More than 5000 entries on the history, culture and life of Britain (published in 1993 by Macmillan, now out of print)
May Day

All primitive societies at any distance from the equator are likely to have held a spring festival to celebrate the triumph of light over darkness, and this event became stabilized on May 1 (some ten days after the equinox) in the regions of northwest Europe. The earliest known British tradition of this kind was the *Beltane of the Celts. The present-day central feature, the maypole, is believed to have arrived with the Anglo-Saxons.

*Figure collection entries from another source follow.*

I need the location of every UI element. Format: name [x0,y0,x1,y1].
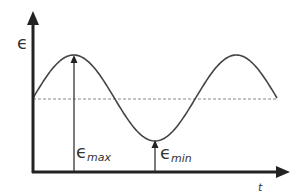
strain-time-diagram: ϵ t ϵmax ϵmin [0,0,308,196]
sine-curve [33,55,277,141]
y-axis-arrow-icon [27,11,39,25]
x-axis [32,166,290,178]
x-axis-label: t [258,181,263,194]
min-label: ϵmin [160,142,192,165]
x-axis-arrow-icon [276,166,290,178]
max-label: ϵmax [76,141,112,164]
min-amplitude-arrow [152,140,159,172]
y-axis-label: ϵ [17,32,28,53]
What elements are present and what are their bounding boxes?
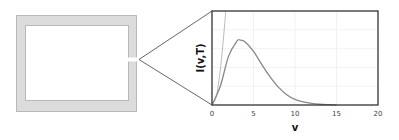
y-axis-label: I(v,T) — [195, 43, 206, 72]
x-tick-label: 10 — [291, 110, 300, 118]
x-tick-label: 0 — [210, 110, 214, 118]
x-tick-labels: 05101520 — [210, 110, 383, 118]
cavity-opening — [128, 58, 138, 62]
x-tick-label: 15 — [332, 110, 341, 118]
x-tick-label: 5 — [251, 110, 255, 118]
blackbody-diagram: 05101520 v I(v,T) — [0, 0, 399, 140]
cavity — [17, 16, 139, 112]
cavity-interior — [26, 26, 129, 101]
x-axis-label: v — [292, 122, 299, 133]
plot: 05101520 v I(v,T) — [195, 11, 382, 133]
x-tick-label: 20 — [374, 110, 383, 118]
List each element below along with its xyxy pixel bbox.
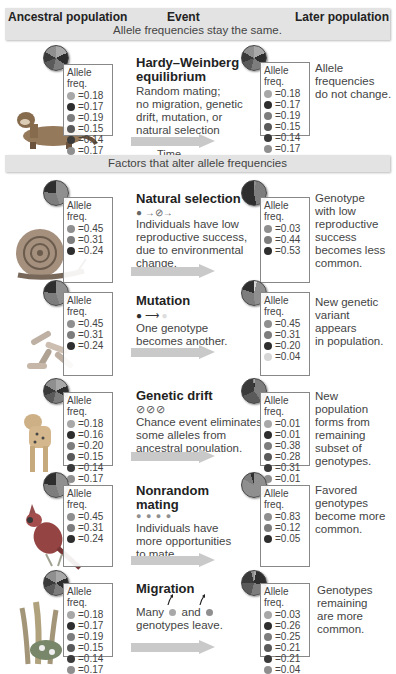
outcome-note: Allelefrequenciesdo not change. [315, 62, 391, 101]
allele-dot-icon [264, 145, 272, 153]
allele-box-header: Allele freq. [264, 395, 306, 417]
allele-value: 0.45 [84, 511, 103, 522]
outcome-note: Newpopulationforms fromremainingsubset o… [315, 390, 371, 468]
cheetah-icon [15, 410, 65, 475]
ancestral-allele-box: Allele freq. = 0.45 = 0.31 = 0.24 [63, 485, 113, 567]
allele-value: 0.19 [84, 631, 103, 642]
ancestral-allele-box: Allele freq. = 0.45 = 0.31 = 0.24 [63, 197, 113, 283]
allele-value: 0.16 [84, 429, 103, 440]
allele-dot-icon [67, 611, 75, 619]
allele-box-header: Allele freq. [67, 395, 109, 417]
allele-dot-icon [264, 112, 272, 120]
allele-dot-icon [67, 464, 75, 472]
allele-dot-icon [67, 535, 75, 543]
allele-dot-icon [264, 236, 272, 244]
allele-value: 0.18 [84, 609, 103, 620]
allele-value: 0.18 [84, 418, 103, 429]
allele-dot-icon [67, 442, 75, 450]
allele-value: 0.53 [281, 245, 300, 256]
allele-value: 0.31 [281, 329, 300, 340]
allele-value: 0.31 [84, 522, 103, 533]
allele-value: 0.17 [84, 473, 103, 484]
later-allele-box: Allele freq. = 0.03 = 0.26 = 0.25 = 0.21… [260, 583, 310, 657]
allele-value: 0.17 [84, 620, 103, 631]
allele-dot-icon [264, 247, 272, 255]
allele-value: 0.21 [281, 653, 300, 664]
mutation-symbol-icon: ● ⟶ ● [136, 310, 168, 321]
ancestral-allele-box: Allele freq. = 0.18 = 0.16 = 0.20 = 0.15… [63, 392, 113, 466]
ancestral-allele-box: Allele freq. = 0.45 = 0.31 = 0.24 [63, 292, 113, 376]
arrow-icon [131, 553, 216, 567]
column-header-event: Event [167, 10, 200, 24]
allele-value: 0.24 [84, 245, 103, 256]
allele-dot-icon [264, 442, 272, 450]
allele-value: 0.14 [84, 653, 103, 664]
time-arrow-icon [131, 134, 216, 148]
allele-value: 0.15 [281, 121, 300, 132]
allele-value: 0.01 [281, 429, 300, 440]
allele-value: 0.19 [84, 112, 103, 123]
outcome-note: Genotypewith lowreproductivesuccessbecom… [315, 192, 385, 270]
allele-value: 0.18 [84, 90, 103, 101]
allele-value: 0.26 [281, 620, 300, 631]
allele-dot-icon [206, 609, 213, 616]
allele-dot-icon [67, 644, 75, 652]
allele-dot-icon [67, 633, 75, 641]
allele-value: 0.15 [84, 451, 103, 462]
allele-value: 0.14 [281, 132, 300, 143]
allele-value: 0.31 [281, 462, 300, 473]
event-description: Individuals have lowreproductive success… [136, 218, 247, 270]
outcome-note: New geneticvariantappearsin population. [315, 296, 383, 348]
allele-value: 0.18 [281, 88, 300, 99]
allele-dot-icon [264, 633, 272, 641]
event-description: Random mating;no migration, geneticdrift… [136, 85, 243, 137]
allele-box-header: Allele freq. [264, 586, 306, 608]
allele-value: 0.15 [84, 642, 103, 653]
allele-dot-icon [67, 147, 75, 155]
allele-dot-icon [67, 125, 75, 133]
allele-dot-icon [264, 420, 272, 428]
allele-dot-icon [67, 331, 75, 339]
allele-value: 0.20 [281, 340, 300, 351]
arrow-icon [131, 449, 216, 463]
allele-value: 0.14 [84, 134, 103, 145]
allele-dot-icon [264, 644, 272, 652]
allele-value: 0.45 [281, 318, 300, 329]
allele-dot-icon [67, 622, 75, 630]
allele-dot-icon [67, 103, 75, 111]
allele-value: 0.14 [84, 462, 103, 473]
allele-box-header: Allele freq. [264, 200, 306, 222]
allele-value: 0.20 [84, 440, 103, 451]
event-title: Mutation [136, 294, 190, 308]
allele-dot-icon [67, 431, 75, 439]
allele-value: 0.83 [281, 511, 300, 522]
allele-value: 0.15 [84, 123, 103, 134]
allele-dot-icon [264, 353, 272, 361]
event-title: Natural selection [136, 192, 241, 206]
allele-box-header: Allele freq. [67, 200, 109, 222]
selection-symbol-icon: ● →⊘→ [136, 207, 173, 218]
arrow-icon [131, 264, 216, 278]
allele-dot-icon [264, 123, 272, 131]
event-description: Many and genotypes leave. [136, 606, 223, 632]
allele-value: 0.19 [281, 110, 300, 121]
allele-value: 0.45 [84, 318, 103, 329]
allele-dot-icon [264, 101, 272, 109]
later-allele-box: Allele freq. = 0.45 = 0.31 = 0.20 = 0.04 [260, 292, 310, 376]
allele-value: 0.31 [84, 234, 103, 245]
allele-value: 0.31 [84, 329, 103, 340]
column-header-ancestral: Ancestral population [8, 10, 127, 24]
outcome-note: Genotypesremainingare morecommon. [317, 584, 373, 636]
allele-value: 0.25 [281, 631, 300, 642]
outcome-note: Favoredgenotypesbecome morecommon. [315, 484, 385, 536]
later-allele-box: Allele freq. = 0.83 = 0.12 = 0.05 [260, 485, 310, 567]
allele-dot-icon [67, 236, 75, 244]
allele-value: 0.04 [281, 351, 300, 362]
allele-box-header: Allele freq. [264, 65, 306, 87]
allele-dot-icon [264, 464, 272, 472]
allele-dot-icon [67, 420, 75, 428]
allele-dot-icon [264, 622, 272, 630]
arrow-icon [131, 345, 216, 359]
drift-symbol-icon: ⊘⊘⊘ [136, 403, 166, 416]
later-allele-box: Allele freq. = 0.03 = 0.44 = 0.53 [260, 197, 310, 283]
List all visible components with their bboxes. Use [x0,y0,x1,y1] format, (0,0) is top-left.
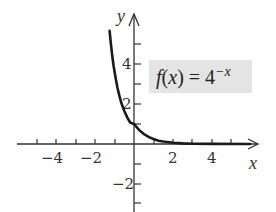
y-tick-label-4: 4 [122,55,132,73]
x-tick-label-4: 4 [207,149,217,167]
function-graph: f(x) = 4−x −4 −2 2 4 4 2 −2 [0,0,276,212]
x-axis-label: x [248,153,257,173]
y-tick-label-neg2: −2 [112,175,134,193]
x-tick-label-2: 2 [168,149,178,167]
x-tick-label-neg2: −2 [80,149,102,167]
y-axis-label: y [115,6,125,26]
x-tick-label-neg4: −4 [41,149,63,167]
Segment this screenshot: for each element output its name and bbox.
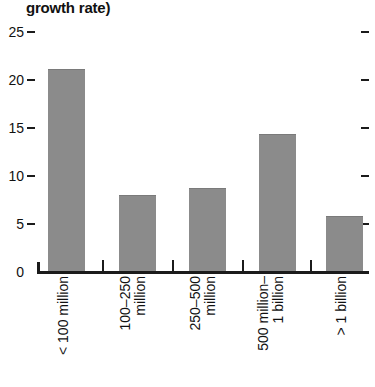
bar-250-500-million <box>189 188 226 272</box>
x-label-line: < 100 million <box>56 276 71 355</box>
x-label-line: 250–500 <box>188 276 203 331</box>
x-label-100-250-million: 100–250 million <box>118 276 148 387</box>
x-label-line: million <box>203 276 218 316</box>
bar-lt-100-million <box>48 69 85 272</box>
bar-series <box>0 0 375 272</box>
bar-500-million-1-billion <box>259 134 296 272</box>
x-label-line: million <box>133 276 148 316</box>
x-label-line: 500 million– <box>256 276 271 351</box>
x-label-line: 100–250 <box>118 276 133 331</box>
x-axis-labels: < 100 million 100–250 million 250–500 mi… <box>0 276 375 387</box>
x-label-lt-100-million: < 100 million <box>56 276 71 387</box>
bar-100-250-million <box>119 195 156 272</box>
x-label-250-500-million: 250–500 million <box>188 276 218 387</box>
bar-gt-1-billion <box>326 216 363 272</box>
chart-figure: growth rate) 25 20 15 10 5 0 < 100 milli… <box>0 0 375 387</box>
x-axis-line <box>37 271 369 274</box>
x-label-line: 1 billion <box>271 276 286 323</box>
x-label-line: > 1 billion <box>334 276 349 336</box>
x-label-gt-1-billion: > 1 billion <box>334 276 349 387</box>
x-label-500-million-1-billion: 500 million– 1 billion <box>256 276 286 387</box>
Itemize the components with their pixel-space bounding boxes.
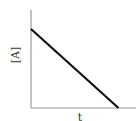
y-axis-label: [A] (9, 43, 23, 67)
zero-order-kinetics-chart: [A] t (0, 0, 136, 121)
concentration-line (31, 29, 119, 108)
x-axis-label: t (74, 112, 86, 121)
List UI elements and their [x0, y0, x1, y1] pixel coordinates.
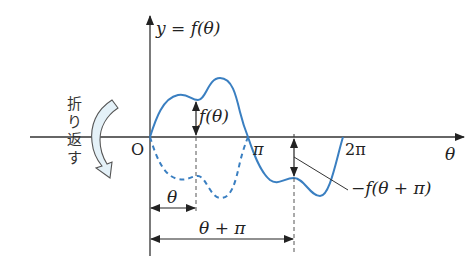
tick-label-2pi: 2π [345, 142, 366, 158]
fold-char-3: 返 [66, 131, 82, 149]
leader-line [294, 157, 348, 190]
tick-label-pi: π [253, 142, 264, 158]
distance-label-theta: θ [167, 189, 177, 206]
fold-text: 折 り 返 す [66, 95, 82, 167]
value-label-neg-f: −f(θ + π) [351, 180, 431, 197]
fold-char-4: す [66, 149, 82, 167]
value-label-f-theta: f(θ) [199, 108, 229, 125]
fold-arrow-icon [92, 100, 118, 178]
fold-char-1: 折 [66, 95, 82, 113]
curve-reflected [150, 137, 248, 198]
function-label: y = f(θ) [156, 20, 220, 37]
distance-label-theta-plus-pi: θ + π [199, 220, 245, 237]
origin-label: O [131, 142, 144, 158]
x-axis-label: θ [445, 146, 455, 163]
fold-char-2: り [66, 113, 82, 131]
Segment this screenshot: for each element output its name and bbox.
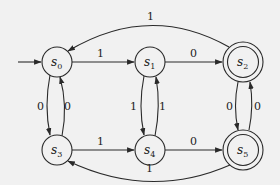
edge-label-s3-s4: 1 <box>97 135 104 148</box>
state-s0: s0 <box>42 47 72 77</box>
edge-label-s5-s3: 1 <box>146 162 153 175</box>
edge-label-s1-s2: 0 <box>190 47 197 60</box>
edge-label-s0-s3: 0 <box>37 100 44 113</box>
svg-text:s5: s5 <box>237 143 248 159</box>
edge-s4-s1 <box>155 77 158 136</box>
state-diagram: s0 s1 s2 s3 s4 s5 1 0 1 0 0 1 1 0 <box>0 0 280 185</box>
edge-s5-s2 <box>249 82 252 130</box>
edge-s2-s5 <box>236 82 239 130</box>
edge-label-s4-s1: 1 <box>159 100 166 113</box>
edge-label-s2-s0: 1 <box>147 10 154 23</box>
edge-label-s2-s5: 0 <box>226 100 233 113</box>
edge-label-s3-s0: 0 <box>64 100 71 113</box>
svg-text:s0: s0 <box>51 55 62 71</box>
edge-label-s4-s5: 0 <box>190 135 197 148</box>
edge-s1-s4 <box>141 76 144 135</box>
svg-text:s4: s4 <box>144 143 155 159</box>
edge-label-s1-s4: 1 <box>130 100 137 113</box>
svg-text:s1: s1 <box>144 55 155 71</box>
state-s3: s3 <box>42 135 72 165</box>
state-s4: s4 <box>135 135 165 165</box>
svg-text:s2: s2 <box>237 55 248 71</box>
state-s2-accepting: s2 <box>223 42 263 82</box>
edge-label-s5-s2: 0 <box>254 100 261 113</box>
edge-label-s0-s1: 1 <box>97 47 104 60</box>
state-s1: s1 <box>135 47 165 77</box>
edge-s0-s3 <box>47 75 50 135</box>
state-s5-accepting: s5 <box>223 130 263 170</box>
svg-text:s3: s3 <box>51 143 62 159</box>
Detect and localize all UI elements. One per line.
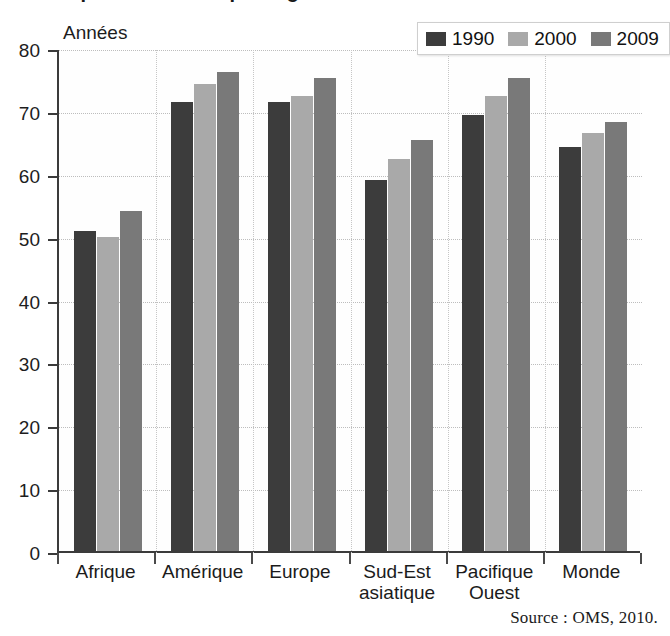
x-axis-label: Europe bbox=[251, 562, 348, 583]
bar bbox=[74, 231, 96, 551]
bar bbox=[508, 78, 530, 551]
y-tick-mark bbox=[48, 113, 57, 115]
y-tick-mark bbox=[48, 490, 57, 492]
legend-item: 1990 bbox=[426, 29, 494, 48]
x-axis-label: PacifiqueOuest bbox=[446, 562, 543, 603]
bar bbox=[120, 211, 142, 551]
y-tick-mark bbox=[48, 427, 57, 429]
gridline-vertical bbox=[253, 50, 254, 553]
y-tick-mark bbox=[48, 176, 57, 178]
bar bbox=[194, 84, 216, 551]
bar bbox=[605, 122, 627, 551]
gridline-vertical bbox=[351, 50, 352, 553]
bar bbox=[171, 102, 193, 551]
bar bbox=[365, 180, 387, 551]
x-axis-label-line1: Amérique bbox=[162, 561, 243, 582]
y-tick-mark bbox=[48, 553, 57, 555]
x-axis-label-line1: Europe bbox=[269, 561, 330, 582]
y-tick-mark bbox=[48, 302, 57, 304]
y-tick-label: 30 bbox=[0, 355, 40, 374]
x-axis-label: Amérique bbox=[154, 562, 251, 583]
x-axis-label: Afrique bbox=[57, 562, 154, 583]
plot-area bbox=[57, 50, 640, 553]
legend-item: 2000 bbox=[508, 29, 576, 48]
x-axis-label-line1: Monde bbox=[562, 561, 620, 582]
x-axis-label: Monde bbox=[543, 562, 640, 583]
source-note: Source : OMS, 2010. bbox=[510, 608, 658, 628]
legend-label: 2009 bbox=[617, 29, 659, 48]
x-axis-label-line1: Sud-Est bbox=[363, 561, 431, 582]
y-tick-label: 40 bbox=[0, 293, 40, 312]
bar bbox=[559, 147, 581, 551]
legend-label: 2000 bbox=[534, 29, 576, 48]
legend-swatch-2000 bbox=[508, 32, 528, 46]
y-tick-label: 50 bbox=[0, 230, 40, 249]
bar bbox=[485, 96, 507, 551]
y-tick-mark bbox=[48, 50, 57, 52]
x-axis-label: Sud-Estasiatique bbox=[349, 562, 446, 603]
y-tick-label: 20 bbox=[0, 418, 40, 437]
legend-label: 1990 bbox=[452, 29, 494, 48]
bar bbox=[388, 159, 410, 551]
gridline-vertical bbox=[156, 50, 157, 553]
y-tick-label: 70 bbox=[0, 104, 40, 123]
bar bbox=[582, 133, 604, 551]
bar bbox=[217, 72, 239, 551]
bar bbox=[411, 140, 433, 551]
x-axis-label-line1: Afrique bbox=[75, 561, 135, 582]
y-tick-label: 10 bbox=[0, 481, 40, 500]
legend-swatch-1990 bbox=[426, 32, 446, 46]
bar bbox=[314, 78, 336, 551]
y-tick-label: 60 bbox=[0, 167, 40, 186]
bar bbox=[268, 102, 290, 551]
bar bbox=[462, 115, 484, 551]
x-axis-label-line2: asiatique bbox=[349, 583, 446, 604]
y-tick-label: 0 bbox=[0, 544, 40, 563]
y-tick-mark bbox=[48, 239, 57, 241]
y-tick-mark bbox=[48, 364, 57, 366]
gridline-vertical bbox=[545, 50, 546, 553]
bar bbox=[291, 96, 313, 551]
legend-swatch-2009 bbox=[591, 32, 611, 46]
legend-item: 2009 bbox=[591, 29, 659, 48]
x-axis-label-line2: Ouest bbox=[446, 583, 543, 604]
y-axis-title: Années bbox=[63, 22, 127, 44]
y-tick-label: 80 bbox=[0, 41, 40, 60]
x-tick-mark bbox=[640, 553, 642, 564]
chart-legend: 199020002009 bbox=[417, 22, 670, 55]
x-axis-label-line1: Pacifique bbox=[455, 561, 533, 582]
bar bbox=[97, 237, 119, 551]
gridline-vertical bbox=[448, 50, 449, 553]
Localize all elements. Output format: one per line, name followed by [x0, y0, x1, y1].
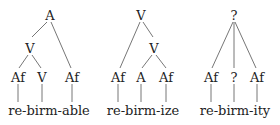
tree-3-leaf-3: Af [250, 71, 264, 84]
tree-1-root-node: A [45, 9, 54, 22]
tree-2-leaf-1: Af [111, 71, 125, 84]
tree-1-word: re-birm-able [8, 104, 90, 117]
tree-3-leaf-2: ? [231, 71, 238, 84]
tree-2-leaf-3: Af [159, 71, 173, 84]
tree-1-leaf-1: Af [11, 71, 25, 84]
tree-3-root-node: ? [231, 9, 238, 22]
tree-2-word: re-birm-ize [107, 104, 179, 117]
tree-3-leaf-1: Af [204, 71, 218, 84]
tree-1-mid-node: V [25, 42, 34, 55]
tree-3-word: re-birm-ity [200, 104, 270, 117]
tree-2-leaf-2: A [136, 71, 145, 84]
tree-1-leaf-3: Af [65, 71, 79, 84]
tree-2-mid-node: V [149, 42, 158, 55]
tree-1-leaf-2: V [37, 71, 46, 84]
tree-2-root-node: V [136, 9, 145, 22]
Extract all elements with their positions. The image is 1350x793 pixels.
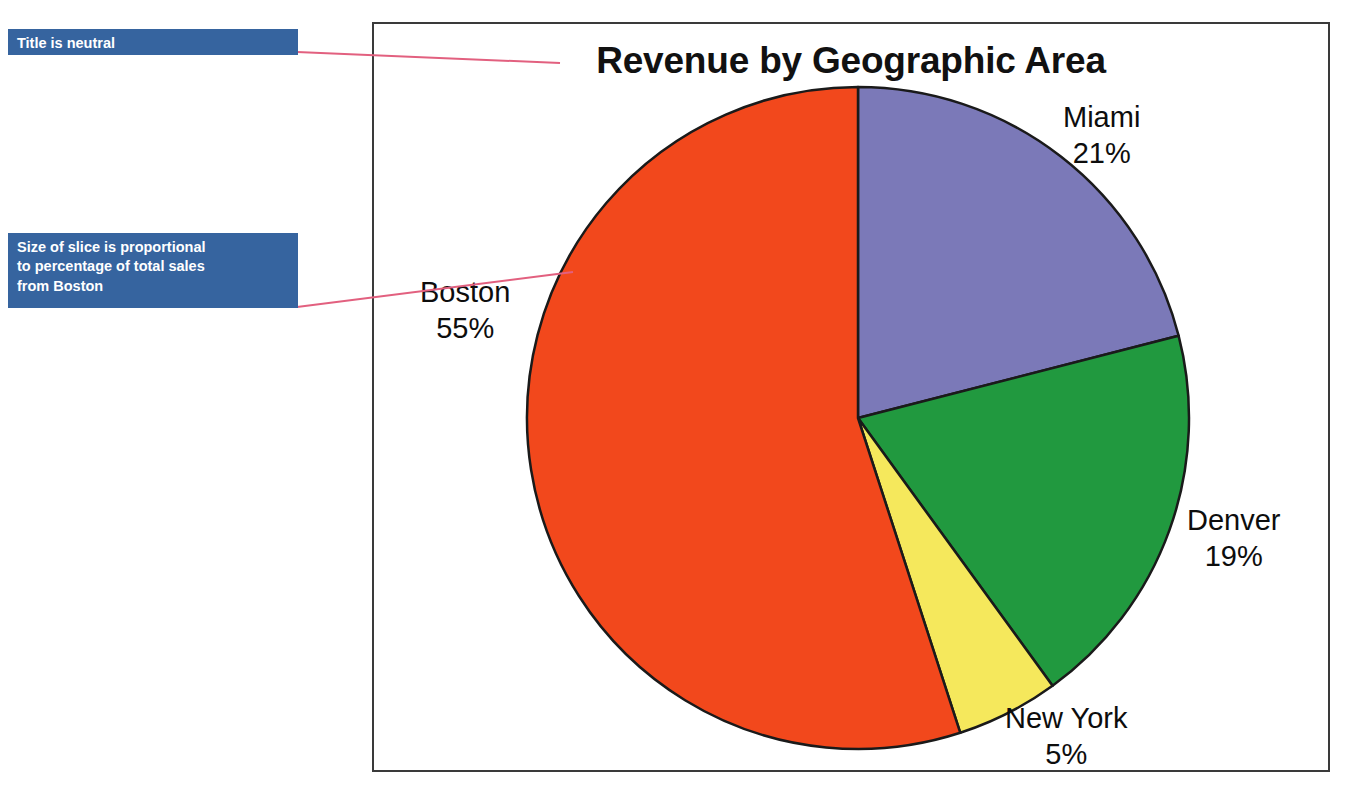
pie-label-miami-name: Miami — [1063, 101, 1140, 133]
pie-label-denver: Denver 19% — [1187, 503, 1281, 575]
annotation-slice-note-line2: to percentage of total sales — [17, 257, 289, 276]
annotation-slice-note: Size of slice is proportional to percent… — [8, 233, 298, 308]
pie-label-denver-name: Denver — [1187, 504, 1281, 536]
pie-label-boston-name: Boston — [420, 276, 510, 308]
chart-panel: Revenue by Geographic Area — [372, 22, 1330, 772]
pie-label-boston-value: 55% — [420, 311, 510, 347]
annotation-title-note-text: Title is neutral — [17, 35, 115, 51]
annotation-slice-note-line1: Size of slice is proportional — [17, 238, 289, 257]
pie-label-boston: Boston 55% — [420, 275, 510, 347]
chart-title: Revenue by Geographic Area — [374, 40, 1328, 82]
pie-label-new-york-name: New York — [1005, 702, 1128, 734]
pie-label-miami: Miami 21% — [1063, 100, 1140, 172]
pie-label-denver-value: 19% — [1187, 539, 1281, 575]
pie-label-new-york-value: 5% — [1005, 737, 1128, 773]
annotation-title-note: Title is neutral — [8, 29, 298, 55]
pie-label-miami-value: 21% — [1063, 136, 1140, 172]
annotation-slice-note-line3: from Boston — [17, 277, 289, 296]
pie-label-new-york: New York 5% — [1005, 701, 1128, 773]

By the Middle Ages the festivities included *morris dancing and a bawdy May King, often linked with *Robin Hood.
 






The link betweeen May Day and Socialism derives from its adoption as a workers' holiday by the *Second International in Paris in 1889. In Britain May Day was introduced as an extra *bank holiday in 1978.
 






These robust revelries came to an end in the 16–17C under *Puritan influence, and their revival in a more genteel form was part of 19C medievalism. In modern village celebrations (usually on the first Saturday in May) the shy May Queen is a schoolgirl, and the lacing of the maypole with ribbons attached to its top is a well-rehearsed routine. Traces of wilder origins survive in the hobby horses of *Minehead and *Padstow. By contrast an entirely calm start to the day is provided in the May Singing on Magdalen College tower in Oxford; in a tradition of disputed origin but dating back to least the 17C, the college choir greets the dawn of May with madrigals and a Latin hymn.